I chose this book because the author writes wonderful stories. The kids can relate to the topic of a favorite toy and there's lots of 'meat' to the plot. The story has twists and turns, some sadness, and it gives us a starting point to talk about family, bullying, and a parent's love. I've read some lighter comical stories lately, so it's great to jump into something with a more complicated story line.
This is the second lesson I've taught about inferencing, so I'm still giving lots of clues and help, especially with the evidence. In the first lesson, Pigeon Finds a Hot Dog! Let's Infer What Happens, students worked on identifying evidence, schema and inferences. It's hard for second graders to give the language to state these. They find it hard to tell what they know, even though 'they know it'.
In future lessons, I'll hold them more accountable for describing the evidence and their own schema to create their own inference, but that's a lot to expect from a 2nd grader who is just learning about inference. By scaffolding this skill (modeling and providing support early on and the weaning them off this support), I'm building a foundation for the students for how to describe characters and other parts of a story by focusing on how they respond to major events and challenges. (RL.2.3)
Underlined words below are lesson vocabulary words that are emphasized and written on sentence strips for my Reading & Writing word wall. I pull off the words off the wall for each lesson, helping students understand this key 'reading and writing' vocabulary can be generalized across texts and topics. The focus on acquiring and using these words is part of a shift in the Common Core Standards towards building students’ academic vocabulary. My words are color coded ‘pink’ for literature/’blue’ for reading strategies/’orange’ for informational text/'yellow' for writing/’green’ for all other words)
Common starting point
I chose to engage the students this way because it's similar to the last lesson. I want them to bring in their schema and review my vocabulary from yesterday (schema and evidence).
Give the purpose of the lesson
Introduce strategy - teacher models (I'm reviewing this from yesterday's lesson using the inferring poster)
Practice strategy - guided practice
Stress to the kids that the text evidence must be used in conjunction with schema. To be aligned with CCSS, students must learn that schema is a way to fill in gaps, but that the text evidence is paramount. This is hard for 2nd graders to remember-that the text is the source of information and inferences, schema and background knowledge and inferences are built on those.
Work as a Group
In this lesson, unlike many other lessons I teach, the kids never really work independently. There are 2 reasons for this. One is that the text is too hard for most of my kids and adding the new skill of inferencing really puts the task 'out of reach' for most of my students. The other reason is that this is one of the first lessons in this unit and I want to model and guide the kids through the identification of schema and evidence purposefully. Second graders have a difficult time with inference - we are asking them to make a informed guess on what is happening (and then tend to predict vs infer) and then back it up with solid evidence and their schema. To top that off, we are asking them to write what they know and how they know it.
Explain the task
Kids work
Scaffolding and Special Education: This lesson could be easily scaffolded up or down, depending on student ability.
Since most of the lesson is group work, I would just make sure that students with learning difficulties have support with spelling and are given the chance to share their ideas.
Those with great academic abilities should be able to use higher level vocabulary when making the inferences ('she didn't see the ball' vs 'she was more concerned about the doll than the ball'). Challenge those students to add their own ideas and language.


» **Exercise directions**: Nothing but the records, transcribed verbatim and stripped of images, should appear in the answer.

Figure content listings:
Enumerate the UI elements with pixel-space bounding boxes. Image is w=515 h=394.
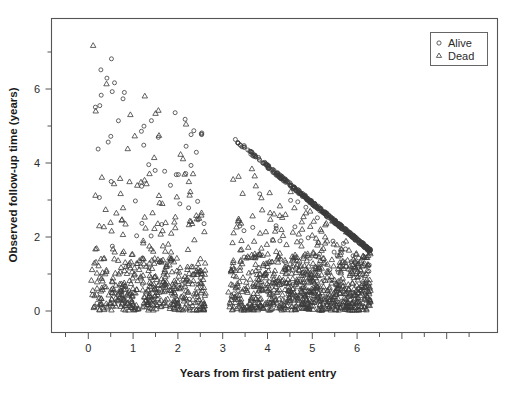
data-point-dead: [290, 229, 295, 234]
data-point-dead: [128, 112, 133, 117]
data-point-dead: [178, 152, 183, 157]
data-point-alive: [304, 205, 308, 209]
data-point-alive: [251, 225, 255, 229]
data-point-dead: [280, 233, 285, 238]
data-point-dead: [198, 256, 203, 261]
data-point-dead: [89, 267, 94, 272]
data-point-alive: [202, 222, 206, 226]
data-point-alive: [194, 150, 198, 154]
data-point-dead: [283, 212, 288, 217]
data-point-alive: [109, 134, 113, 138]
data-point-dead: [99, 175, 104, 180]
data-point-alive: [289, 198, 293, 202]
data-point-dead: [172, 219, 177, 224]
data-point-dead: [195, 261, 200, 266]
x-tick-label-1: 1: [130, 342, 136, 354]
data-point-alive: [149, 234, 153, 238]
data-point-dead: [108, 220, 113, 225]
data-point-dead: [240, 191, 245, 196]
data-point-dead: [147, 171, 152, 176]
data-point-dead: [112, 249, 117, 254]
x-tick-label-0: 0: [85, 342, 91, 354]
data-point-dead: [226, 289, 231, 294]
data-point-dead: [186, 179, 191, 184]
data-point-dead: [331, 263, 336, 268]
data-point-dead: [236, 174, 241, 179]
data-point-alive: [109, 57, 113, 61]
data-point-alive: [113, 81, 117, 85]
data-point-dead: [299, 219, 304, 224]
data-point-dead: [177, 265, 182, 270]
data-point-dead: [142, 214, 147, 219]
data-point-alive: [98, 104, 102, 108]
data-point-dead: [140, 287, 145, 292]
x-tick-label-3: 3: [220, 342, 226, 354]
data-point-dead: [104, 81, 109, 86]
data-point-dead: [156, 193, 161, 198]
y-tick-label-2: 2: [34, 231, 40, 243]
data-point-dead: [230, 177, 235, 182]
figure-canvas: 0 2 4 6 Observed follow-up time (years): [0, 0, 515, 394]
data-point-dead: [292, 205, 297, 210]
y-axis-ticks: [46, 52, 52, 311]
data-point-dead: [109, 278, 114, 283]
data-point-dead: [169, 230, 174, 235]
data-point-dead: [230, 240, 235, 245]
data-point-dead: [190, 171, 195, 176]
data-point-alive: [332, 250, 336, 254]
data-point-dead: [160, 243, 165, 248]
data-point-dead: [109, 228, 114, 233]
data-point-dead: [113, 270, 118, 275]
data-point-dead: [279, 227, 284, 232]
data-point-dead: [296, 231, 301, 236]
legend[interactable]: Alive Dead: [431, 33, 488, 66]
data-point-alive: [142, 124, 146, 128]
data-point-dead: [117, 176, 122, 181]
data-point-dead: [173, 225, 178, 230]
data-point-dead: [250, 213, 255, 218]
data-point-dead: [202, 229, 207, 234]
data-points-layer: [89, 43, 374, 312]
data-point-dead: [246, 245, 251, 250]
y-tick-label-4: 4: [34, 157, 40, 169]
data-point-dead: [168, 249, 173, 254]
data-point-alive: [133, 199, 137, 203]
data-point-alive: [306, 236, 310, 240]
data-point-dead: [110, 246, 115, 251]
data-point-dead: [180, 156, 185, 161]
data-point-dead: [132, 133, 137, 138]
data-point-dead: [103, 207, 108, 212]
data-point-dead: [135, 183, 140, 188]
data-point-alive: [142, 143, 146, 147]
data-point-dead: [310, 261, 315, 266]
data-point-dead: [120, 232, 125, 237]
data-point-alive: [299, 239, 303, 243]
x-axis-title: Years from first patient entry: [180, 367, 337, 379]
data-point-alive: [293, 225, 297, 229]
data-point-alive: [192, 129, 196, 133]
data-point-alive: [278, 239, 282, 243]
data-point-dead: [231, 230, 236, 235]
data-point-dead: [120, 205, 125, 210]
data-point-alive: [121, 97, 125, 101]
data-point-dead: [183, 121, 188, 126]
data-point-dead: [166, 241, 171, 246]
data-point-dead: [259, 245, 264, 250]
data-point-dead: [264, 242, 269, 247]
data-point-dead: [308, 224, 313, 229]
data-point-dead: [267, 190, 272, 195]
data-point-dead: [192, 237, 197, 242]
data-point-alive: [153, 168, 157, 172]
data-point-alive: [315, 216, 319, 220]
data-point-alive: [96, 147, 100, 151]
x-tick-label-6: 6: [354, 342, 360, 354]
data-point-dead: [253, 183, 258, 188]
data-point-dead: [268, 217, 273, 222]
data-point-alive: [258, 192, 262, 196]
data-point-dead: [130, 286, 135, 291]
data-point-alive: [196, 199, 200, 203]
data-point-alive: [99, 93, 103, 97]
data-point-dead: [128, 281, 133, 286]
scatter-plot: 0 2 4 6 Observed follow-up time (years): [0, 0, 515, 394]
data-point-alive: [110, 90, 114, 94]
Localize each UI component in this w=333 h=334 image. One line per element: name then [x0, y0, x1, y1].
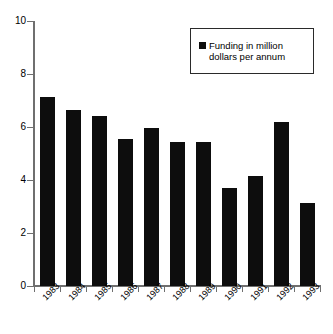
bar-1987	[144, 128, 159, 286]
y-tick-6	[27, 127, 34, 128]
y-tick-2	[27, 233, 34, 234]
y-tick-label-text: 6	[2, 122, 26, 132]
y-tick-label-text: 10	[2, 16, 26, 26]
y-tick-label-4: 4	[0, 175, 26, 185]
y-tick-label-10: 10	[0, 16, 26, 26]
bar-1986	[118, 139, 133, 286]
bar-1992	[274, 122, 289, 286]
y-tick-label-0: 0	[0, 281, 26, 291]
y-tick-4	[27, 180, 34, 181]
bar-1985	[92, 116, 107, 286]
legend-entry: Funding in million dollars per annum	[199, 40, 309, 62]
bar-chart: 0246810 19831984198519861987198819891990…	[0, 0, 333, 334]
y-tick-label-8: 8	[0, 69, 26, 79]
y-tick-label-text: 8	[2, 69, 26, 79]
y-tick-label-text: 4	[2, 175, 26, 185]
bar-1984	[66, 110, 81, 286]
bar-1993	[300, 203, 315, 286]
y-tick-0	[27, 286, 34, 287]
bar-1988	[170, 142, 185, 286]
bar-1991	[248, 176, 263, 286]
y-tick-label-text: 0	[2, 281, 26, 291]
y-tick-label-text: 2	[2, 228, 26, 238]
legend-swatch-icon	[199, 42, 206, 49]
y-tick-label-2: 2	[0, 228, 26, 238]
y-axis-line	[33, 21, 35, 287]
bar-1983	[40, 97, 55, 286]
y-tick-label-6: 6	[0, 122, 26, 132]
y-tick-10	[27, 21, 34, 22]
legend-box: Funding in million dollars per annum	[190, 28, 314, 74]
bar-1989	[196, 142, 211, 286]
y-tick-8	[27, 74, 34, 75]
x-tick	[34, 287, 35, 292]
bar-1990	[222, 188, 237, 286]
legend-label: Funding in million dollars per annum	[209, 40, 309, 62]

» **Task output**:
Enumerate the UI elements with pixel-space bounding boxes. Image is w=515 h=394.
data-point-dead: [290, 229, 295, 234]
data-point-dead: [128, 112, 133, 117]
data-point-dead: [178, 152, 183, 157]
data-point-alive: [304, 205, 308, 209]
data-point-alive: [251, 225, 255, 229]
data-point-dead: [280, 233, 285, 238]
data-point-dead: [198, 256, 203, 261]
data-point-dead: [89, 267, 94, 272]
data-point-alive: [202, 222, 206, 226]
data-point-alive: [194, 150, 198, 154]
data-point-dead: [283, 212, 288, 217]
data-point-alive: [109, 134, 113, 138]
data-point-dead: [99, 175, 104, 180]
data-point-alive: [289, 198, 293, 202]
data-point-dead: [172, 219, 177, 224]
data-point-dead: [195, 261, 200, 266]
x-tick-label-1: 1: [130, 342, 136, 354]
data-point-alive: [149, 234, 153, 238]
data-point-dead: [108, 220, 113, 225]
data-point-dead: [240, 191, 245, 196]
data-point-dead: [147, 171, 152, 176]
data-point-dead: [112, 249, 117, 254]
x-tick-label-0: 0: [85, 342, 91, 354]
data-point-dead: [226, 289, 231, 294]
data-point-dead: [186, 179, 191, 184]
data-point-dead: [331, 263, 336, 268]
data-point-dead: [236, 174, 241, 179]
data-point-alive: [109, 57, 113, 61]
data-point-alive: [113, 81, 117, 85]
data-point-dead: [299, 219, 304, 224]
data-point-dead: [177, 265, 182, 270]
data-point-dead: [142, 214, 147, 219]
data-point-alive: [98, 104, 102, 108]
data-point-dead: [140, 287, 145, 292]
x-tick-label-3: 3: [220, 342, 226, 354]
data-point-dead: [104, 81, 109, 86]
data-point-dead: [156, 193, 161, 198]
y-tick-label-2: 2: [34, 231, 40, 243]
data-point-dead: [230, 177, 235, 182]
figure-canvas: 0 2 4 6 Observed follow-up time (years): [0, 0, 515, 394]
data-point-dead: [292, 205, 297, 210]
y-axis-ticks: [46, 52, 52, 311]
data-point-dead: [109, 278, 114, 283]
data-point-dead: [169, 230, 174, 235]
data-point-dead: [230, 240, 235, 245]
data-point-dead: [190, 171, 195, 176]
data-point-alive: [332, 250, 336, 254]
data-point-dead: [160, 243, 165, 248]
data-point-dead: [109, 228, 114, 233]
data-point-dead: [113, 270, 118, 275]
data-point-dead: [279, 227, 284, 232]
data-point-dead: [296, 231, 301, 236]
legend[interactable]: Alive Dead: [431, 33, 488, 66]
data-point-alive: [142, 124, 146, 128]
data-point-dead: [117, 176, 122, 181]
data-point-dead: [173, 225, 178, 230]
data-point-dead: [250, 213, 255, 218]
data-point-dead: [202, 229, 207, 234]
data-points-layer: [89, 43, 374, 312]
data-point-dead: [246, 245, 251, 250]
y-tick-label-4: 4: [34, 157, 40, 169]
data-point-dead: [168, 249, 173, 254]
data-point-alive: [133, 199, 137, 203]
data-point-alive: [306, 236, 310, 240]
data-point-dead: [110, 246, 115, 251]
data-point-dead: [180, 156, 185, 161]
data-point-dead: [132, 133, 137, 138]
data-point-dead: [103, 207, 108, 212]
data-point-dead: [135, 183, 140, 188]
data-point-alive: [142, 143, 146, 147]
data-point-dead: [310, 261, 315, 266]
data-point-dead: [120, 232, 125, 237]
data-point-alive: [299, 239, 303, 243]
x-axis-title: Years from first patient entry: [180, 367, 337, 379]
data-point-alive: [293, 225, 297, 229]
data-point-alive: [192, 129, 196, 133]
data-point-alive: [278, 239, 282, 243]
data-point-dead: [231, 230, 236, 235]
data-point-dead: [120, 205, 125, 210]
data-point-alive: [121, 97, 125, 101]
data-point-dead: [183, 121, 188, 126]
data-point-dead: [166, 241, 171, 246]
data-point-dead: [259, 245, 264, 250]
data-point-dead: [264, 242, 269, 247]
data-point-dead: [308, 224, 313, 229]
data-point-dead: [267, 190, 272, 195]
data-point-dead: [192, 237, 197, 242]
data-point-alive: [153, 168, 157, 172]
data-point-alive: [315, 216, 319, 220]
data-point-alive: [96, 147, 100, 151]
x-tick-label-6: 6: [354, 342, 360, 354]
data-point-dead: [253, 183, 258, 188]
data-point-dead: [268, 217, 273, 222]
data-point-alive: [258, 192, 262, 196]
data-point-dead: [130, 286, 135, 291]
data-point-alive: [196, 199, 200, 203]
data-point-alive: [99, 93, 103, 97]
data-point-dead: [128, 281, 133, 286]
scatter-plot: 0 2 4 6 Observed follow-up time (years): [0, 0, 515, 394]
data-point-alive: [110, 90, 114, 94]
Localize each UI component in this w=333 h=334 image. One line per element: name then [x0, y0, x1, y1].
bar-1987	[144, 128, 159, 286]
y-tick-6	[27, 127, 34, 128]
y-tick-2	[27, 233, 34, 234]
y-tick-label-text: 6	[2, 122, 26, 132]
y-tick-label-text: 10	[2, 16, 26, 26]
y-tick-label-4: 4	[0, 175, 26, 185]
y-tick-label-10: 10	[0, 16, 26, 26]
bar-1986	[118, 139, 133, 286]
bar-1992	[274, 122, 289, 286]
y-tick-label-0: 0	[0, 281, 26, 291]
y-tick-4	[27, 180, 34, 181]
bar-1985	[92, 116, 107, 286]
legend-entry: Funding in million dollars per annum	[199, 40, 309, 62]
bar-chart: 0246810 19831984198519861987198819891990…	[0, 0, 333, 334]
y-tick-label-8: 8	[0, 69, 26, 79]
y-tick-label-text: 8	[2, 69, 26, 79]
y-tick-label-text: 4	[2, 175, 26, 185]
bar-1984	[66, 110, 81, 286]
bar-1993	[300, 203, 315, 286]
y-tick-0	[27, 286, 34, 287]
bar-1988	[170, 142, 185, 286]
bar-1991	[248, 176, 263, 286]
y-tick-label-text: 0	[2, 281, 26, 291]
y-tick-label-text: 2	[2, 228, 26, 238]
legend-swatch-icon	[199, 42, 206, 49]
y-tick-label-2: 2	[0, 228, 26, 238]
y-axis-line	[33, 21, 35, 287]
bar-1983	[40, 97, 55, 286]
y-tick-label-6: 6	[0, 122, 26, 132]
y-tick-10	[27, 21, 34, 22]
legend-box: Funding in million dollars per annum	[190, 28, 314, 74]
bar-1989	[196, 142, 211, 286]
y-tick-8	[27, 74, 34, 75]
x-tick	[34, 287, 35, 292]
bar-1990	[222, 188, 237, 286]
legend-label: Funding in million dollars per annum	[209, 40, 309, 62]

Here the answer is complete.